When comparing IncludeOS vs Mirage OS, the Slant community recommends Mirage OS for most people. In the question“What are the best unikernels?” Mirage OS is ranked 2nd while IncludeOS is ranked 6th. The most important reason people chose Mirage OS is:
There are more than 100 libraries compatible with MirageOS available and more are being developed everyday.
Ranked in these QuestionsQuestion Ranking
Pros
Pro Very slim
IncludeOS is a very lightweight piece of software, even for Linux standards. It includes a bootloader, OS components and a complete C++ library and it's just 693K when optimized for use. It's even less than 1MB.
Pro Large collection of libraries available
There are more than 100 libraries compatible with MirageOS available and more are being developed everyday.

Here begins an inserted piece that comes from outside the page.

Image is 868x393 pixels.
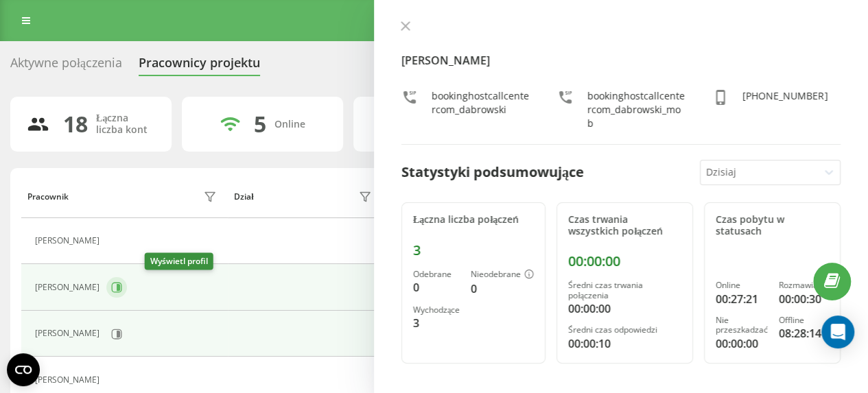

Pro Built with security in mind
What MirageOS does in simple terms is to provide only the minimal needed for an app to run. It provides only the required network and hardware drivers needed to execute.
Using this approach it minimizes the attack surface for potential hackers since they don't have any shell to log into or any other insecure cruft that other deployment methods, such as full operating systems have.
Pro OCaml
Cons
Con Has some complexity added because it's not based on a language with process isolation
Since C and C++ (with which IncludeOS is built) have no language level isolation, IncludeOS doesn't have process isolation either. Because of this, sensitive components have to be split into different nodes, isolated by either different virtual machines or different computers.
Con May be too much for regular development work
Letting developers work closer to the metal also makes them lose a lot of the useful abstractions a normal OS has which are not built for no reason. Considering this, it may not be a good idea to always use MirageOS for deploying an application.